Bonding period 1 – Modernization of Portage

Bonding period 1 – Modernization of Portage

Hello everyone,

I am Berin Aniesh, one of the four contributors for Gentoo through GSOC 2023. You can read more about us here. In this post, I want to talk about the project I am working on and the first two  weeks of the community bonding period

Title and Project Scope

The title of the project is “Modernization of portage codebase by refactoring and rewriting performance critical parts as C++ extensions”.

Portage is probably the most versatile package manager on the planet and this has been its boon and bane at the same time This versatility combined with portage’s feature richness has made it possible for not only gentoo users, but projects like chromium OS, Flatcar container linux, a numerous downstream projects and many more. In linux, it can support any underlying stack (eg. glibc vs musl, hardened systems, systemd vs openrc, etc). Other than linux, it can also run on BSD and MacOS. It supports compile time feature selection through USE flags. Taking all these factors into  account, together with the fact that portage supports numerous architectures, seeing portage  perform its duties as it was designed to is a huge feat of engineering. And above all, everything of  portage is written by passionate volunteers. If anything, understanding the landscape of gentoo has  brought me huge respect towards the gentoo developers and the community.

Community

My time in the community bonding period was spent, well, bonding with the community,  understanding the spread of gentoo and studying the codebase.

Gentoo community is one of the most knowledgeable and welcoming of the linux communities.  Gentoo is different from other linux distros in the fact that it urges the community to contribute.  This combined with the patience needed to run gentoo as a daily driver has brought together a community, that is mature, knowledgeable and composed. I learnt so many things, trivial and non  trivial just by hanging around in #gentoo-chat of libera.chat. If anyone reading this has not  participated in #gentoo-chat, I really insist that you to have a look around in your free time.

Setting up an IRC Bouncer

Though mailing lists exist, the main mode of communication for most things gentoo is through  IRC. There is just one small problem. IRC doesn’t work like other modern chat applications, there  is no centralized server to save our messages. Someone can’t drop us a message and expect it to get delivered all the time. The recipient has to be online at the time of sending to receive the message. This is not feasible and so we have to setup something called an IRC bouncer, which stays online  24/7, gets messages on our behalf, stores it and and relays the message to us when we are online.  We have two options, find a managed bouncer service or self host one and you guessed it, I of  course went with the self hosting method.

Setting up the bouncer was not so easy as it is a combination of many technologies which work  together. There are so many options to choose from and each choice only documents its very  specific job. I had to learn about the overview of IRC servers and clients, their interworking, websockets, SSL, nginx and many more. At the end, with a lot of help from #gentoo-chat and my  friend catcream, I did manage to setup a bouncer on linode with soju from emersion and his IRC client, gamja.

Though the process is painful, I think it was worth the effort. Chatting using the bouncer I setup is  indeed very satisfying.

Getting familiar with the codebase

Portage is a huge codebase with a lot of intertwined functions and getting familiar with nearly  twenty years of work is no easy task. The mentors understood this and helped in every way  possible. Other than reading the codebase, my mentor Mr. Sam James suggested that I try fixing a  few bugs so that I get familiar with the codebase. I’ll be searching the bugzilla for simpler bugs,  which are easy to fix and fixing them. That would be the plan for the next two weeks.

Summary

So, in the first two weeks of the community bonding period,

  • I got familiar with the community and made a lot of friends
  • I am getting to know about the places where portage is used
  • I am getting familiar with the portage codebase.

That marks the end of two weeks into GSOC. I have been thoroughly enjoying my time at gentoo. I am thankful for the opportunity and I hope to make some meaningful contribution to gentoo in  the upcoming weeks.

This entry was posted in 2023 GSoC, Modernization of Portage with C++ and tagged , . Bookmark the permalink.

Leave a Reply

Your email address will not be published.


▸ What is expected: Lines in the listing below containing the string "screenshot" are to be identified and copied.

▸ Provided entries:
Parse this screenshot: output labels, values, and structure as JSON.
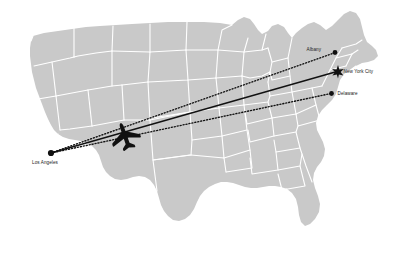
{
  "figure": {
    "type": "route-map",
    "region": "Contiguous United States",
    "background_color": "#ffffff",
    "land_color": "#c9c9c9",
    "border_color": "#ffffff",
    "route_color": "#111111",
    "label_color": "#1a1a1a"
  },
  "markers": [
    {
      "id": "albany",
      "label": "Albany",
      "shape": "dot",
      "x": 335.0,
      "y": 52.5
    },
    {
      "id": "new_york",
      "label": "New York City",
      "shape": "star",
      "x": 338.0,
      "y": 71.5
    },
    {
      "id": "delaware",
      "label": "Delaware",
      "shape": "dot",
      "x": 331.5,
      "y": 93.5
    },
    {
      "id": "los_angeles",
      "label": "Los Angeles",
      "shape": "dot",
      "x": 51.0,
      "y": 153.0
    }
  ],
  "routes": [
    {
      "id": "route-albany",
      "style": "dotted",
      "from": "los_angeles",
      "to": "albany"
    },
    {
      "id": "route-new-york",
      "style": "solid",
      "from": "los_angeles",
      "to": "new_york"
    },
    {
      "id": "route-delaware",
      "style": "dotted",
      "from": "los_angeles",
      "to": "delaware"
    }
  ],
  "aircraft": {
    "name": "airplane-silhouette",
    "heading": "east",
    "x": 125.0,
    "y": 136.0
  }
}
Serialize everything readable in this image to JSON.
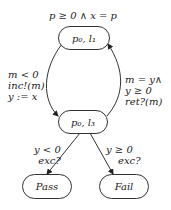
{
  "initial_condition": "p ≥ 0 ∧ x = p",
  "nodes": {
    "top": "p₀, l₁",
    "mid": "p₀, l₃",
    "pass": "Pass",
    "fail": "Fail"
  },
  "edges": {
    "left": [
      "m < 0",
      "inc!(m)",
      "y := x"
    ],
    "right": [
      "m = y∧",
      "y ≥ 0",
      "ret?(m)"
    ],
    "to_pass": [
      "y < 0",
      "exc?"
    ],
    "to_fail": [
      "y ≥ 0",
      "exc?"
    ]
  }
}
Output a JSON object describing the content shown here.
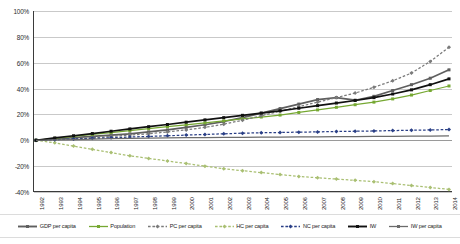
{
  "chart_data": {
    "type": "line",
    "title": "",
    "xlabel": "",
    "ylabel": "",
    "ylim": [
      -40,
      100
    ],
    "ytick_labels": [
      "100%",
      "80%",
      "60%",
      "40%",
      "20%",
      "0%",
      "-20%",
      "-40%"
    ],
    "ytick_values": [
      100,
      80,
      60,
      40,
      20,
      0,
      -20,
      -40
    ],
    "grid": true,
    "legend_position": "bottom",
    "x": [
      1992,
      1993,
      1994,
      1995,
      1996,
      1997,
      1998,
      1999,
      2000,
      2001,
      2002,
      2003,
      2004,
      2005,
      2006,
      2007,
      2008,
      2009,
      2010,
      2011,
      2012,
      2013,
      2014
    ],
    "categories": [
      "1992",
      "1993",
      "1994",
      "1995",
      "1996",
      "1997",
      "1998",
      "1999",
      "2000",
      "2001",
      "2002",
      "2003",
      "2004",
      "2005",
      "2006",
      "2007",
      "2008",
      "2009",
      "2010",
      "2011",
      "2012",
      "2013",
      "2014"
    ],
    "series": [
      {
        "name": "GDP per capita",
        "color": "#5f5f5f",
        "style": "solid",
        "marker": "square",
        "values": [
          0,
          1,
          2,
          3,
          4,
          5,
          6.5,
          8,
          10,
          12,
          14.5,
          17.5,
          21,
          24.5,
          28,
          31.5,
          33,
          31,
          34,
          38.5,
          43,
          48,
          54.5
        ]
      },
      {
        "name": "Population",
        "color": "#76a832",
        "style": "solid",
        "marker": "square",
        "values": [
          0,
          1.5,
          3,
          4.5,
          6,
          7.5,
          9,
          10.5,
          12,
          13.5,
          15,
          16.5,
          18,
          19.5,
          21.5,
          23.5,
          25.5,
          27.5,
          29.5,
          32,
          35,
          38.5,
          42
        ]
      },
      {
        "name": "PC per capita",
        "color": "#7a7a7a",
        "style": "dashed",
        "marker": "diamond",
        "values": [
          0,
          0.5,
          1,
          2,
          3,
          4,
          5,
          6.5,
          8,
          10,
          12.5,
          15.5,
          19,
          22.5,
          26,
          29.5,
          33,
          36.5,
          41,
          46,
          52,
          61,
          72
        ]
      },
      {
        "name": "HC per capita",
        "color": "#a9bf72",
        "style": "dashed",
        "marker": "diamond",
        "values": [
          0,
          -2,
          -4.5,
          -7,
          -9.5,
          -12,
          -14,
          -16,
          -18,
          -20,
          -22,
          -23.5,
          -25,
          -26.5,
          -28,
          -29,
          -30,
          -31,
          -32,
          -33.5,
          -35,
          -36.5,
          -38
        ]
      },
      {
        "name": "NC per capita",
        "color": "#2a3f86",
        "style": "dashed",
        "marker": "diamond",
        "values": [
          0,
          0.5,
          1,
          1.5,
          2,
          2.5,
          3,
          3.5,
          4,
          4.5,
          5,
          5.5,
          5.8,
          6,
          6.3,
          6.5,
          6.8,
          7,
          7.2,
          7.5,
          7.8,
          8,
          8.3
        ]
      },
      {
        "name": "IW",
        "color": "#111111",
        "style": "solid",
        "marker": "square",
        "values": [
          0,
          1.8,
          3.5,
          5.2,
          7,
          8.8,
          10.5,
          12.2,
          14,
          15.8,
          17.5,
          19.3,
          21,
          22.8,
          24.8,
          26.8,
          28.8,
          30.8,
          33,
          35.8,
          39,
          43,
          47.5
        ]
      },
      {
        "name": "IW per capita",
        "color": "#6b6b6b",
        "style": "solid",
        "marker": "none",
        "values": [
          0,
          0.3,
          0.6,
          0.9,
          1.2,
          1.4,
          1.6,
          1.8,
          2,
          2.1,
          2.2,
          2.3,
          2.4,
          2.5,
          2.6,
          2.7,
          2.8,
          2.9,
          3,
          3.1,
          3.2,
          3.3,
          3.4
        ]
      }
    ]
  },
  "legend": {
    "items": [
      {
        "label": "GDP per capita"
      },
      {
        "label": "Population"
      },
      {
        "label": "PC per capita"
      },
      {
        "label": "HC per capita"
      },
      {
        "label": "NC per capita"
      },
      {
        "label": "IW"
      },
      {
        "label": "IW per capita"
      }
    ]
  }
}
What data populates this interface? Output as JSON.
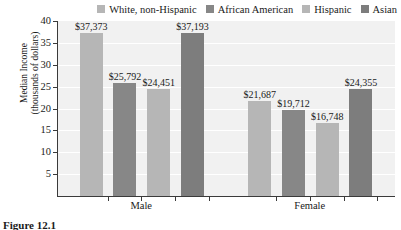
{
  "chart_data": {
    "type": "bar",
    "title": "",
    "xlabel": "",
    "ylabel": "Median Income (thousands of dollars)",
    "ylabel_line1": "Median Income",
    "ylabel_line2": "(thousands of dollars)",
    "ylim": [
      0,
      40
    ],
    "ytick_values": [
      5,
      10,
      15,
      20,
      25,
      30,
      35,
      40
    ],
    "ytick_labels": [
      "5",
      "10",
      "15",
      "20",
      "25",
      "30",
      "35",
      "40"
    ],
    "grid": true,
    "legend_position": "top-right",
    "categories": [
      "Male",
      "Female"
    ],
    "series": [
      {
        "name": "White, non-Hispanic",
        "color": "#b6b6b6",
        "values": [
          37373,
          21687
        ],
        "labels": [
          "$37,373",
          "$21,687"
        ]
      },
      {
        "name": "African American",
        "color": "#878787",
        "values": [
          25792,
          19712
        ],
        "labels": [
          "$25,792",
          "$19,712"
        ]
      },
      {
        "name": "Hispanic",
        "color": "#b6b6b6",
        "values": [
          24451,
          16748
        ],
        "labels": [
          "$24,451",
          "$16,748"
        ]
      },
      {
        "name": "Asian",
        "color": "#7d7d7d",
        "values": [
          37193,
          24355
        ],
        "labels": [
          "$37,193",
          "$24,355"
        ]
      }
    ]
  },
  "legend": {
    "items": [
      {
        "label": "White, non-Hispanic",
        "color": "#b6b6b6"
      },
      {
        "label": "African American",
        "color": "#878787"
      },
      {
        "label": "Hispanic",
        "color": "#b6b6b6"
      },
      {
        "label": "Asian",
        "color": "#7d7d7d"
      }
    ]
  },
  "caption": {
    "text": "Figure 12.1"
  }
}
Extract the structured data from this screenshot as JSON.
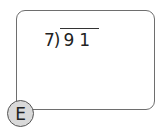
{
  "problem": {
    "divisor": "7",
    "bracket": ")",
    "dividend": "91"
  },
  "badge": {
    "label": "E"
  },
  "colors": {
    "border": "#6e6e6e",
    "badge_fill": "#d9d9d9",
    "text": "#222222"
  }
}
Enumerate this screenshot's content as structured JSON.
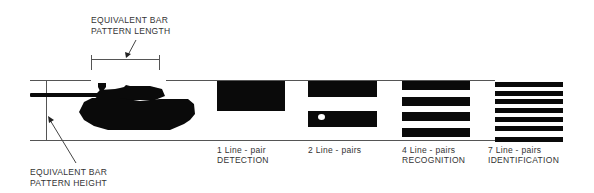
{
  "diagram": {
    "annotations": {
      "length_label": [
        "EQUIVALENT BAR",
        "PATTERN LENGTH"
      ],
      "height_label": [
        "EQUIVALENT BAR",
        "PATTERN HEIGHT"
      ]
    },
    "target": {
      "name": "tank-silhouette"
    },
    "patterns": [
      {
        "line_pairs": 1,
        "caption_1": "1 Line - pair",
        "caption_2": "DETECTION"
      },
      {
        "line_pairs": 2,
        "caption_1": "2 Line - pairs",
        "caption_2": ""
      },
      {
        "line_pairs": 4,
        "caption_1": "4 Line - pairs",
        "caption_2": "RECOGNITION"
      },
      {
        "line_pairs": 7,
        "caption_1": "7 Line - pairs",
        "caption_2": "IDENTIFICATION"
      }
    ],
    "colors": {
      "bar": "#0a0a0a",
      "line": "#555555",
      "text": "#333333"
    }
  }
}
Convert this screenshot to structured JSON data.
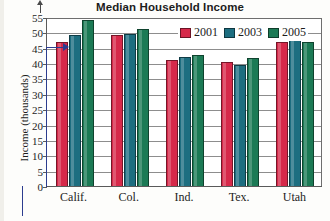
{
  "chart_data": {
    "type": "bar",
    "title": "Median Household Income",
    "xlabel": "",
    "ylabel": "Income (thousands)",
    "categories": [
      "Calif.",
      "Col.",
      "Ind.",
      "Tex.",
      "Utah"
    ],
    "series": [
      {
        "name": "2001",
        "color": "#d6294a",
        "values": [
          47,
          49,
          41,
          40.5,
          47
        ]
      },
      {
        "name": "2003",
        "color": "#1d6e80",
        "values": [
          49,
          49.5,
          42,
          39.5,
          49
        ]
      },
      {
        "name": "2005",
        "color": "#1c7a55",
        "values": [
          54,
          51,
          42.5,
          41.5,
          47
        ]
      }
    ],
    "ylim": [
      0,
      55
    ],
    "yticks": [
      0,
      5,
      10,
      15,
      20,
      25,
      30,
      35,
      40,
      45,
      50,
      55
    ],
    "ytick_labels": [
      "0",
      "5",
      "10",
      "15",
      "20",
      "25",
      "30",
      "35",
      "40",
      "45",
      "50",
      "55"
    ],
    "grid": true,
    "legend_position": "top-right",
    "legend_entries": [
      "2001",
      "2003",
      "2005"
    ],
    "annotations": [
      {
        "name": "value-callout-arrow",
        "description": "blue arrow pointing to top of Calif. 2001 bar",
        "value": 47,
        "color": "#2c3d8f"
      }
    ]
  }
}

▸ Output:
Parse this screenshot: output labels, values, and structure as JSON.
Extract the structured data from this screenshot as JSON.
Enumerate this screenshot's content as structured JSON.
Convert this screenshot to structured JSON data.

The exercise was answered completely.